The summer heat’s not here yet, so I’m rendering tallow to clear out freezer space for summer berries later this year.
Soon, I’ll have tallow soap and candle recipes to share with y’all as well.
And as always, we’re focusing on eating well, and enjoying what the season has to offer. The light summer fare isn’t really here yet, but I don’t mind all that much.
A grass fed ribeye with a bit of ramp butter and a side of morels is the perfect way to enjoy spring. (So much for the green smoothies and cleanses that are all the rage these days.)
What are you working on as spring transitions into summer?

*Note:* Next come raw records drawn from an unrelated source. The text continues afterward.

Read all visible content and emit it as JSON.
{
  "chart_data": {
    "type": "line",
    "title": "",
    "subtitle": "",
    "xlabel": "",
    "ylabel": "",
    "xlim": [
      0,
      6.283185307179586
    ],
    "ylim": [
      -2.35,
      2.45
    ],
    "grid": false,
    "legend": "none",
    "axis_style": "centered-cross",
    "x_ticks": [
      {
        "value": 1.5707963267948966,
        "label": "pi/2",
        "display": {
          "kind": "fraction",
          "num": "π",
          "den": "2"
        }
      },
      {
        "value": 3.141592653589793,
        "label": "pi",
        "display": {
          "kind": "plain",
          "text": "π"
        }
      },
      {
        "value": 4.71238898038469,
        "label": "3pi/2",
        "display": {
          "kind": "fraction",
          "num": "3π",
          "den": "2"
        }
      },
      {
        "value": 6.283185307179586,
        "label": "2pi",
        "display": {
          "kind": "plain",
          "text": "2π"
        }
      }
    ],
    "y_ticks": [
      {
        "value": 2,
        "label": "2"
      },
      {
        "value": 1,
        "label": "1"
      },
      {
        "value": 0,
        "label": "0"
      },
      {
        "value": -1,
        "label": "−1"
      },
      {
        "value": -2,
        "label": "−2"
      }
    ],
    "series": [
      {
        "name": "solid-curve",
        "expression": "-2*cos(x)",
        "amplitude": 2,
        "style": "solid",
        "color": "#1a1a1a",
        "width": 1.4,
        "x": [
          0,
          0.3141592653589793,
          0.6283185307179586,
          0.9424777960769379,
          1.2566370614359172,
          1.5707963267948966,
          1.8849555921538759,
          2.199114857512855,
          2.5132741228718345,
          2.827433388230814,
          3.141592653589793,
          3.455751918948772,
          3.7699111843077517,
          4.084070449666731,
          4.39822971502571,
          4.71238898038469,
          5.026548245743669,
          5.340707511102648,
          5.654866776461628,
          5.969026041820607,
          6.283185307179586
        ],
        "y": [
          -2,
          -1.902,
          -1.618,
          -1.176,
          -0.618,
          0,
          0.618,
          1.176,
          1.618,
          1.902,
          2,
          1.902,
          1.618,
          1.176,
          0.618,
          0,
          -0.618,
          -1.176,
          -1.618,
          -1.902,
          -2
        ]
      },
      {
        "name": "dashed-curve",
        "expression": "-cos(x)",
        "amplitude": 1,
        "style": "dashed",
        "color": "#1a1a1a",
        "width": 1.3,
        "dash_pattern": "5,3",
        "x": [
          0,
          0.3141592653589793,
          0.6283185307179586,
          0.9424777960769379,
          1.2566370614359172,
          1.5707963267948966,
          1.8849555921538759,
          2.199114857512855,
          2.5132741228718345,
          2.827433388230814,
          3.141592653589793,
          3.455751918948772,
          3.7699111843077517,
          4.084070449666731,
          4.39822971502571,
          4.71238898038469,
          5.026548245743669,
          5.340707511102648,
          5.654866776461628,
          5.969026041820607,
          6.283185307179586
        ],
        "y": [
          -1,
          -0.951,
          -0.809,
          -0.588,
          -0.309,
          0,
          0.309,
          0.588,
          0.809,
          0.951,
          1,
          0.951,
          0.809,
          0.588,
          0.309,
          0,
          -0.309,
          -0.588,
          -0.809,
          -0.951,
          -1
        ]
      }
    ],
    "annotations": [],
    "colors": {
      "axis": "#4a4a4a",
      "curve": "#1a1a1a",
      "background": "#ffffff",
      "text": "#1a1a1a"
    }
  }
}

Let me know in the comments.
(Comments only, please. Emails tend to get lost in my inbox, and as much as I’d love to get back to each and every one, my screen time is very limited…and things fall through the cracks, and emails get buried in my inbox. If you comment here, they’re all in one place, and it’s much easier to get back to every single one.)
Until Next Time,
Ashley at Practical Self Reliance
Dear Ashley: Thank you so much for saving us so much grief! I was just getting ready to install our raised bed garden. The plan was to use bark for the walkways. Your tale of bark and weeds convinced me to do it the right way. Lay down a nice grass for the pathways and keep it mowed! Also, we had planned another area with gravel. My plan was I (79 year old woman) would be able to spread it around. Now I see that it does require something mechanical to spread it about! Lucky me two winners from your one post today! Thank you!
We've added chickens to our orchard to add fertility and help with insect control recently. My garden is in and growing nicely now that we're getting rain. The blooms are promising squash, tomatoes, and beans soon. I love when the work I put in starts to give back!